Measurement reading data
━━━━━━━━━━━━━━━━━━━━

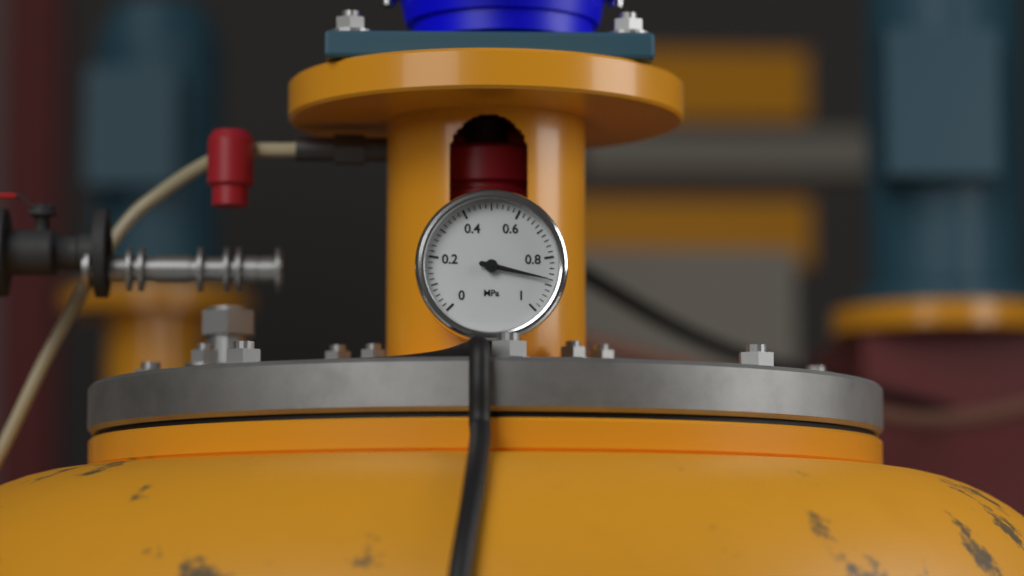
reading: 0.88 MPa
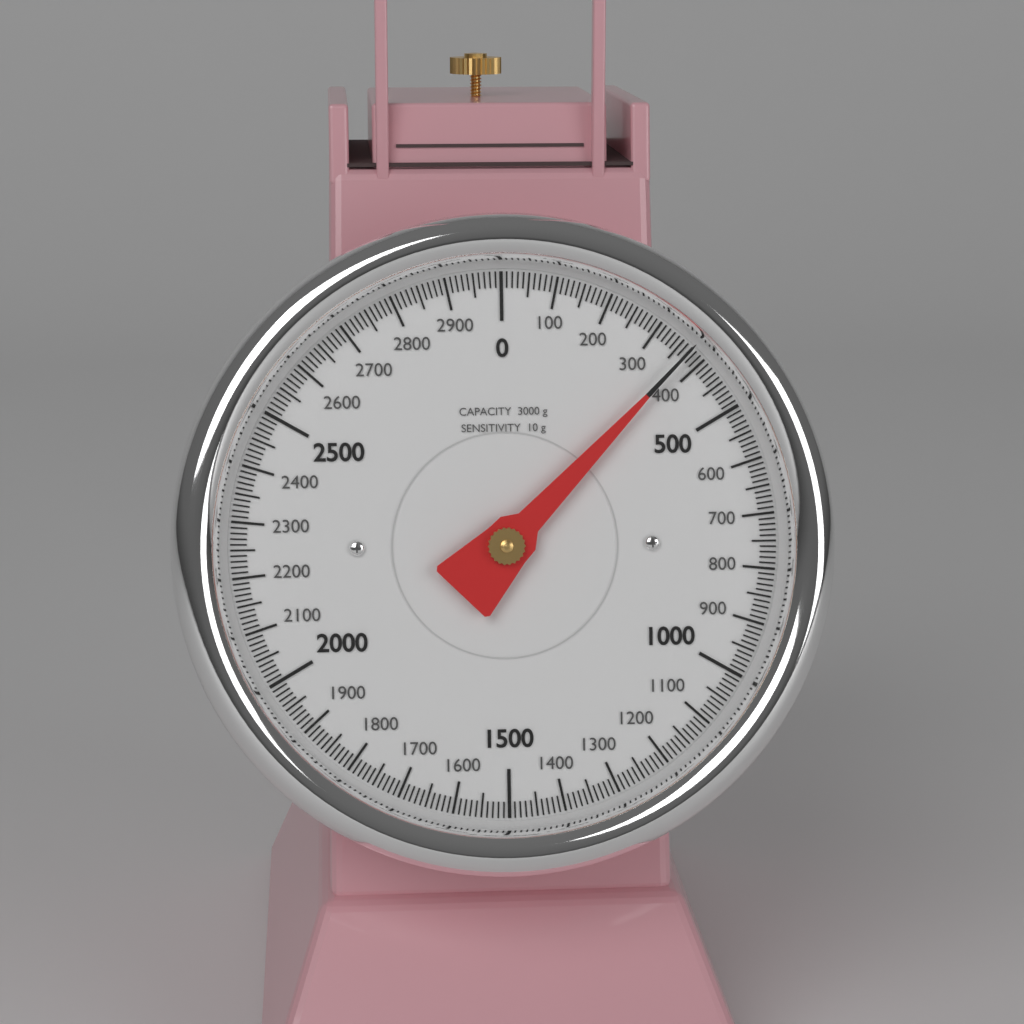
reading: 370 g
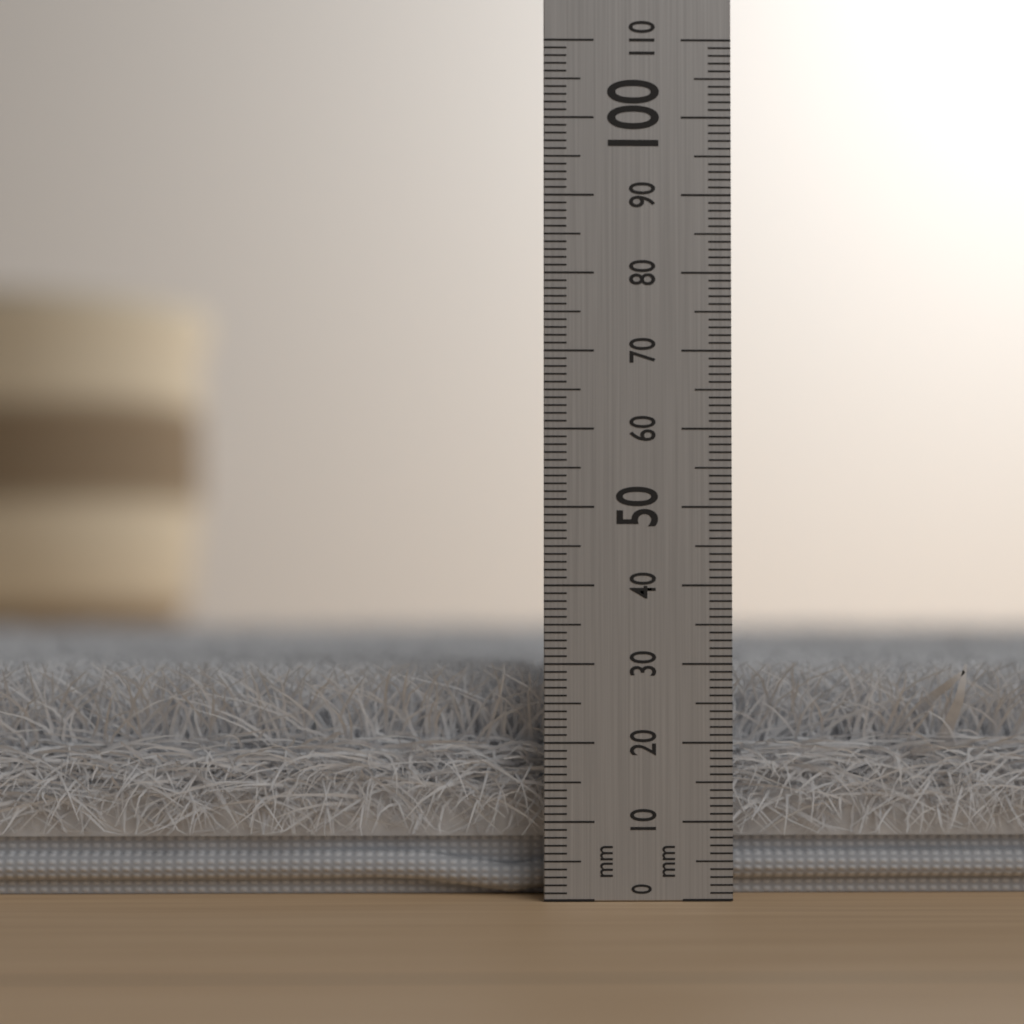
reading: 30 mm
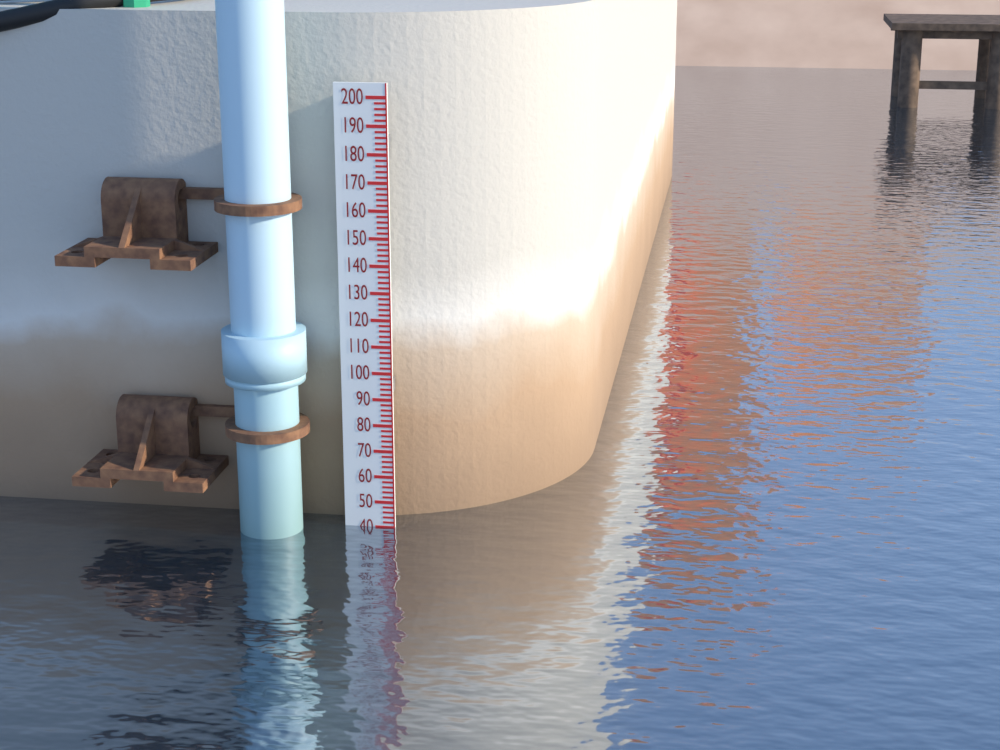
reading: 40 (no unit)
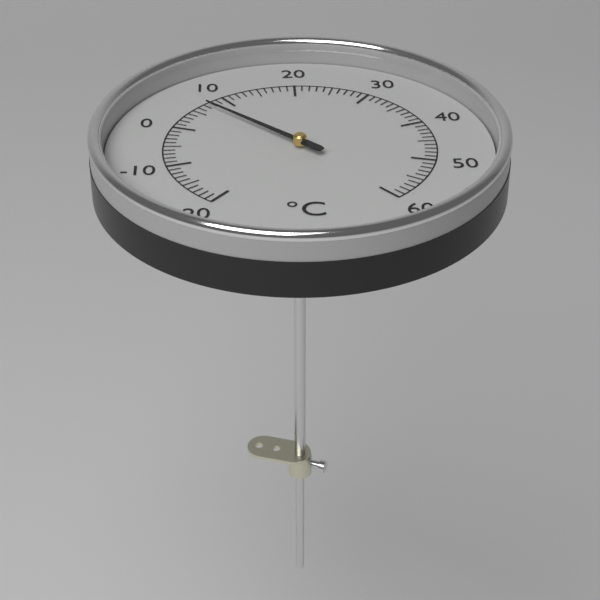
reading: 7 °C
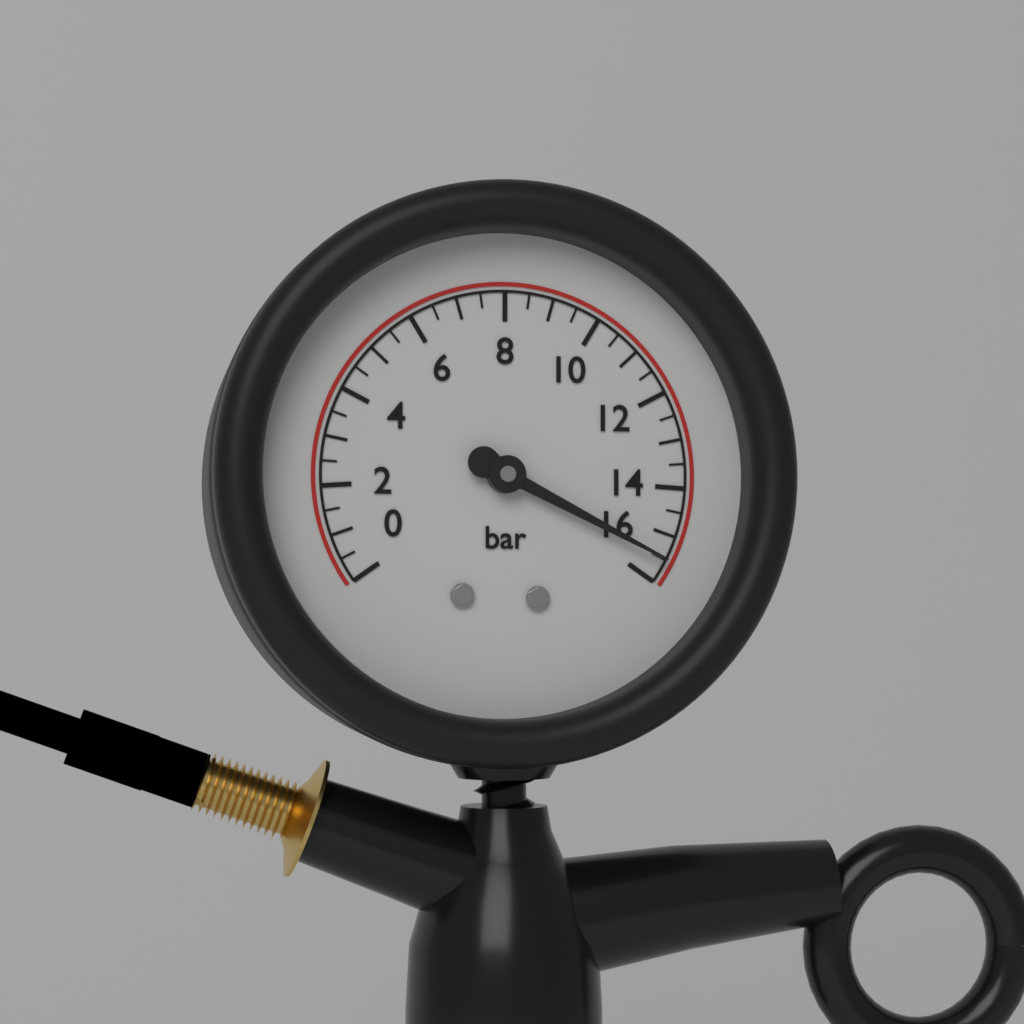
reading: 15.5 bar
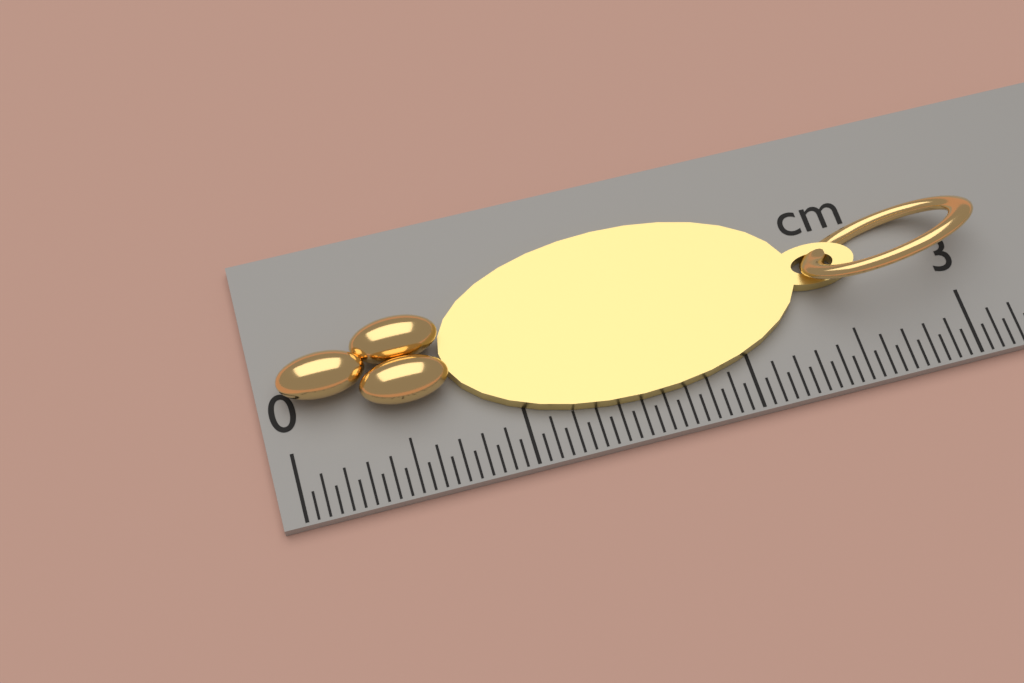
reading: 3.15 cm
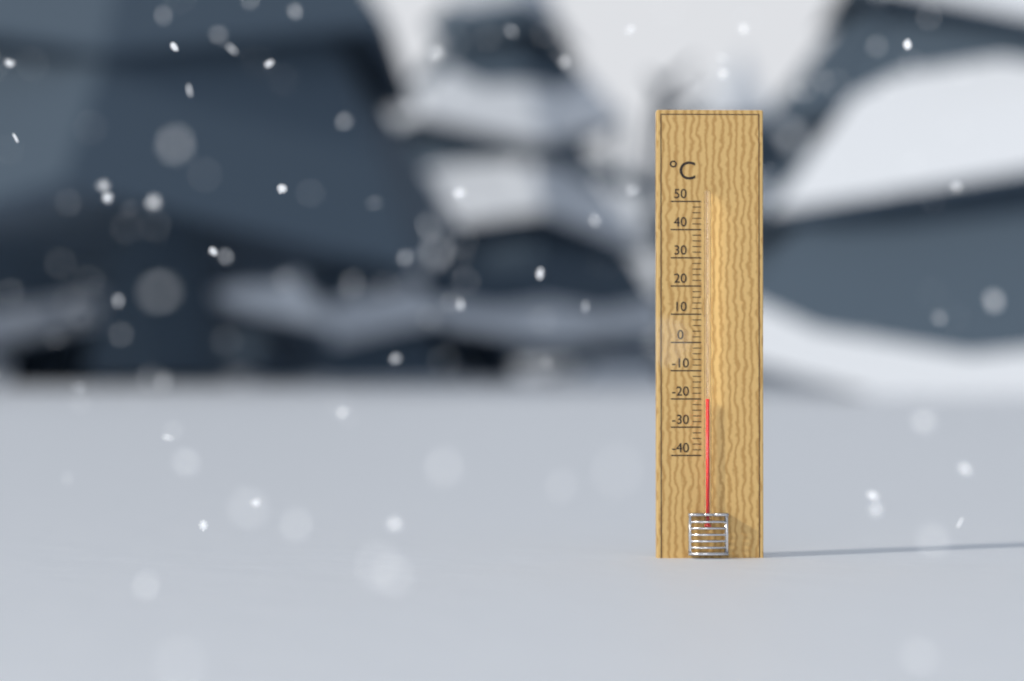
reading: -20 °C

━━━━━━━━━━━━━━━━━━━━

» **About this exercise**:
A verbatim copy of every record above is required, with all pictures omitted.

» **Exercise output**:
reading: 0.88 MPa
reading: 370 g
reading: 30 mm
reading: 40 (no unit)
reading: 7 °C
reading: 15.5 bar
reading: 3.15 cm
reading: -20 °C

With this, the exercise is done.